Many people in their 60’s think about slowing down but for Dayton it was when he STARTED on one of the most challenging projects in his life.– Deb Black, Publisher, Today’s Horse Magazine, and Board of Directors of the Black Hills Wild Horse Sanctuary
“I had sworn that wild horses couldn’t drag me away from Yamsi but they ended up doing just that. I turned the ranch over to my family and took off to pursue my dream. All too suddenly, I left my friends and livelihood behind to get those wild horses [in a BLM holding facility near Lovelock, Nevada] out of the dust, disease, and boredom of the feedlots, and let them run free on better land than they had seen this century.
I found that range in South Dakota.
Why me? Because I owed wild horses something! I have one ache and one pain in my body for every horse I ever met, but so many memories and so much joy. I was maybe fourteen when I rode my horse up over a lava rim rock and surprised a wild horse family dozing on a spring meadow near Fuego Mountain south of Yamsi. They were all grullas, blue velvet mares and a blue velvet stallion, all with black dorsal stripes. One moment their hooves rung bell-like on the lava table rock, then the next they had vanished into lodgepole thickets, and only the snapping of branches and a pale shroud of pumice dust marked their passing. For years I rode those horses in my dreams.” – Dayton O. Hyde, Pastures of Beyond
Dayton Hyde pestered congressmen and government agencies to support a sanctuary for wild horses in South Dakota. His persistence paid off with the opening of the Black Hills Wild Horse Sanctuary in 1988. Seen here riding Lark, one of the four wild
mustangs he personally adopted. Lark is one of our sponsorship horses and the last one of the original horses left.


**Your assignment**
Reproduce all of the entries character for character, while leaving out any pictures they contain.

** Opening Material for the task block **

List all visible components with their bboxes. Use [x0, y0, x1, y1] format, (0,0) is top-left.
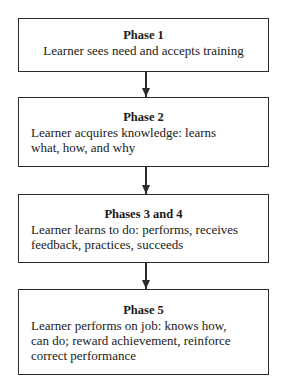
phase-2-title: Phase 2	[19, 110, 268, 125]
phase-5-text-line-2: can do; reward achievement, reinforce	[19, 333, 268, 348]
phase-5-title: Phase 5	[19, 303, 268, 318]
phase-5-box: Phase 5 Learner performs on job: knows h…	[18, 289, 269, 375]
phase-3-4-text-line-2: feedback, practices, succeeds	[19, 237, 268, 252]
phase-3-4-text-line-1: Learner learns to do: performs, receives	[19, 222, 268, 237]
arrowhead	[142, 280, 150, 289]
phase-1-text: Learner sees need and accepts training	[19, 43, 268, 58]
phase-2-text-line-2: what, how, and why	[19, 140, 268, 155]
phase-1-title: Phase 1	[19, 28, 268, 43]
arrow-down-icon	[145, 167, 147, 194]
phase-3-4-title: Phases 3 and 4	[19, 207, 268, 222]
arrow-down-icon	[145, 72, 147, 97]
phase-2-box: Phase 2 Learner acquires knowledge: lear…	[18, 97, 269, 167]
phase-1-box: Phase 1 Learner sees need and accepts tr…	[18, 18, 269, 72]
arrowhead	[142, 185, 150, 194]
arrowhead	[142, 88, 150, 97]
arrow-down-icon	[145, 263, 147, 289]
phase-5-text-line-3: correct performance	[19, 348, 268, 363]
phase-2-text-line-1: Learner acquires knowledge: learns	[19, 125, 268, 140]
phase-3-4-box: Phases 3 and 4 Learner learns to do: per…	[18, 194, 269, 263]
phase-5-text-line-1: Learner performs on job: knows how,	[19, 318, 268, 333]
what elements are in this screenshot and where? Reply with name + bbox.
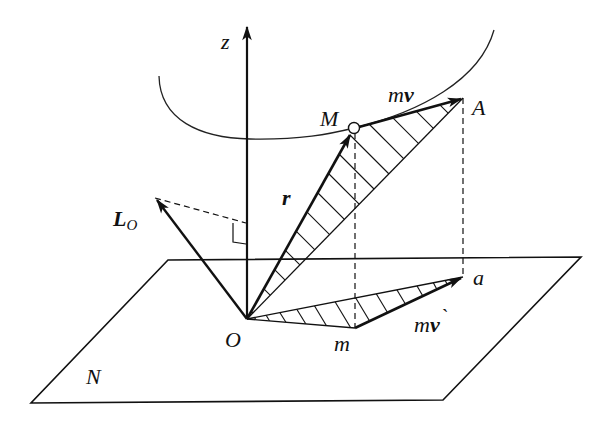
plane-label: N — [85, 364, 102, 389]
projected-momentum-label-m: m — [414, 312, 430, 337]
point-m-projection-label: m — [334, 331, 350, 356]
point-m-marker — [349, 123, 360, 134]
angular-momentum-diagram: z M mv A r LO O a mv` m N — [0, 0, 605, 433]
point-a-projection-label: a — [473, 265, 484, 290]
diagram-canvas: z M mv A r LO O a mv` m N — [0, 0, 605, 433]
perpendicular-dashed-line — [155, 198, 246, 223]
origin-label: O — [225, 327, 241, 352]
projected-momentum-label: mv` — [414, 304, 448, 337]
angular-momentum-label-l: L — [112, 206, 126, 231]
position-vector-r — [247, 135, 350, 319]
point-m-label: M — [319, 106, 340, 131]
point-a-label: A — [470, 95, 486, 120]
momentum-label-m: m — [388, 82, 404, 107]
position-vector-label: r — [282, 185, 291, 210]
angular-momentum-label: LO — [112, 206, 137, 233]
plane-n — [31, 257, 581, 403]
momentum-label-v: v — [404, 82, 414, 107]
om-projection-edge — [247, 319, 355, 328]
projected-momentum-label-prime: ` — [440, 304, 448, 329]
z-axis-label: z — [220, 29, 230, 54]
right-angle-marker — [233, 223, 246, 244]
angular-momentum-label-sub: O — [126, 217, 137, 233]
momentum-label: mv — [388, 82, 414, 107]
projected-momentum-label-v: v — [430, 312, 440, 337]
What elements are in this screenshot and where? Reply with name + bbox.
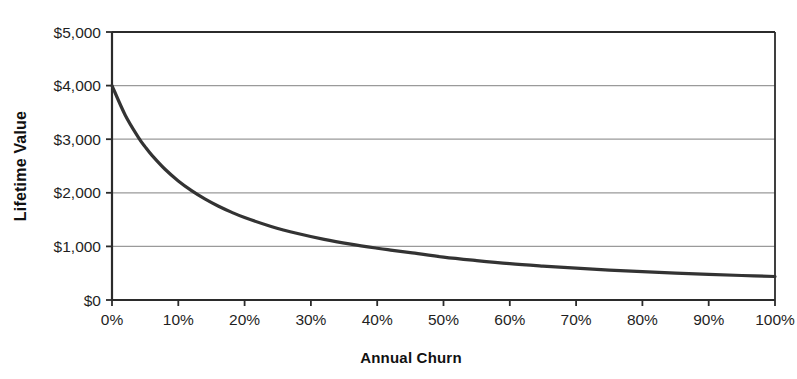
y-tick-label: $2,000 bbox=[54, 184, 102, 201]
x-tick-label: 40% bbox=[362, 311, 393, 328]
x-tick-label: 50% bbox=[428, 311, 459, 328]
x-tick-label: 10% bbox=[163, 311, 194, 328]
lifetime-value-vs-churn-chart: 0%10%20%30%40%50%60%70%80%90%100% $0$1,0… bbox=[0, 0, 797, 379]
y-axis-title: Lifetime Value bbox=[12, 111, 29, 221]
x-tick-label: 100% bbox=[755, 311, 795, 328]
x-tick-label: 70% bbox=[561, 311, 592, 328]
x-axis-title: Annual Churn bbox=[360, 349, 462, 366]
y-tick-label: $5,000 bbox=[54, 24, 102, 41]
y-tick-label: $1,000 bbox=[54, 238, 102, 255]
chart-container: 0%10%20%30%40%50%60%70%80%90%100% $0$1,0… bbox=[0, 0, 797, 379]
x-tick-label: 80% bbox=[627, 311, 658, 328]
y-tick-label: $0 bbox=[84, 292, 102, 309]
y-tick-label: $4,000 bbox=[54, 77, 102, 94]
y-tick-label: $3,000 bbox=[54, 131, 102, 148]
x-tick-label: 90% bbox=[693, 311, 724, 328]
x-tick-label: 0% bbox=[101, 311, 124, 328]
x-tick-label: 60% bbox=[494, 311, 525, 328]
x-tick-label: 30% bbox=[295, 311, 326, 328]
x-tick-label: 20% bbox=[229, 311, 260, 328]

** Closing Material for the task block **

**Finished exercise**
List all visible components with their bboxes. Use [x0, y0, x1, y1] format, (0,0) is top-left.
phase-2-title: Phase 2	[19, 110, 268, 125]
phase-5-text-line-2: can do; reward achievement, reinforce	[19, 333, 268, 348]
phase-5-title: Phase 5	[19, 303, 268, 318]
phase-5-box: Phase 5 Learner performs on job: knows h…	[18, 289, 269, 375]
phase-3-4-text-line-2: feedback, practices, succeeds	[19, 237, 268, 252]
phase-3-4-text-line-1: Learner learns to do: performs, receives	[19, 222, 268, 237]
arrowhead	[142, 280, 150, 289]
phase-1-text: Learner sees need and accepts training	[19, 43, 268, 58]
phase-2-text-line-2: what, how, and why	[19, 140, 268, 155]
phase-1-title: Phase 1	[19, 28, 268, 43]
arrow-down-icon	[145, 167, 147, 194]
phase-3-4-title: Phases 3 and 4	[19, 207, 268, 222]
arrow-down-icon	[145, 72, 147, 97]
phase-2-box: Phase 2 Learner acquires knowledge: lear…	[18, 97, 269, 167]
phase-1-box: Phase 1 Learner sees need and accepts tr…	[18, 18, 269, 72]
arrowhead	[142, 185, 150, 194]
arrowhead	[142, 88, 150, 97]
arrow-down-icon	[145, 263, 147, 289]
phase-5-text-line-3: correct performance	[19, 348, 268, 363]
phase-2-text-line-1: Learner acquires knowledge: learns	[19, 125, 268, 140]
phase-3-4-box: Phases 3 and 4 Learner learns to do: per…	[18, 194, 269, 263]
phase-5-text-line-1: Learner performs on job: knows how,	[19, 318, 268, 333]
what elements are in this screenshot and where? Reply with name + bbox.
plane-label: N — [85, 364, 102, 389]
projected-momentum-label-m: m — [414, 312, 430, 337]
point-m-projection-label: m — [334, 331, 350, 356]
point-m-marker — [349, 123, 360, 134]
angular-momentum-diagram: z M mv A r LO O a mv` m N — [0, 0, 605, 433]
point-a-projection-label: a — [473, 265, 484, 290]
diagram-canvas: z M mv A r LO O a mv` m N — [0, 0, 605, 433]
perpendicular-dashed-line — [155, 198, 246, 223]
origin-label: O — [225, 327, 241, 352]
projected-momentum-label: mv` — [414, 304, 448, 337]
angular-momentum-label-l: L — [112, 206, 126, 231]
position-vector-r — [247, 135, 350, 319]
point-m-label: M — [319, 106, 340, 131]
point-a-label: A — [470, 95, 486, 120]
momentum-label-m: m — [388, 82, 404, 107]
position-vector-label: r — [282, 185, 291, 210]
angular-momentum-label: LO — [112, 206, 137, 233]
plane-n — [31, 257, 581, 403]
momentum-label-v: v — [404, 82, 414, 107]
om-projection-edge — [247, 319, 355, 328]
projected-momentum-label-prime: ` — [440, 304, 448, 329]
z-axis-label: z — [220, 29, 230, 54]
right-angle-marker — [233, 223, 246, 244]
angular-momentum-label-sub: O — [126, 217, 137, 233]
momentum-label: mv — [388, 82, 414, 107]
projected-momentum-label-v: v — [430, 312, 440, 337]
What elements are in this screenshot and where? Reply with name + bbox.
y-tick-label: $2,000 bbox=[54, 184, 102, 201]
x-tick-label: 40% bbox=[362, 311, 393, 328]
x-tick-label: 50% bbox=[428, 311, 459, 328]
x-tick-label: 10% bbox=[163, 311, 194, 328]
lifetime-value-vs-churn-chart: 0%10%20%30%40%50%60%70%80%90%100% $0$1,0… bbox=[0, 0, 797, 379]
y-axis-title: Lifetime Value bbox=[12, 111, 29, 221]
x-tick-label: 100% bbox=[755, 311, 795, 328]
x-tick-label: 70% bbox=[561, 311, 592, 328]
x-axis-title: Annual Churn bbox=[360, 349, 462, 366]
y-tick-label: $5,000 bbox=[54, 24, 102, 41]
y-tick-label: $1,000 bbox=[54, 238, 102, 255]
chart-container: 0%10%20%30%40%50%60%70%80%90%100% $0$1,0… bbox=[0, 0, 797, 379]
x-tick-label: 80% bbox=[627, 311, 658, 328]
y-tick-label: $0 bbox=[84, 292, 102, 309]
y-tick-label: $4,000 bbox=[54, 77, 102, 94]
y-tick-label: $3,000 bbox=[54, 131, 102, 148]
x-tick-label: 90% bbox=[693, 311, 724, 328]
x-tick-label: 0% bbox=[101, 311, 124, 328]
x-tick-label: 60% bbox=[494, 311, 525, 328]
x-tick-label: 30% bbox=[295, 311, 326, 328]
x-tick-label: 20% bbox=[229, 311, 260, 328]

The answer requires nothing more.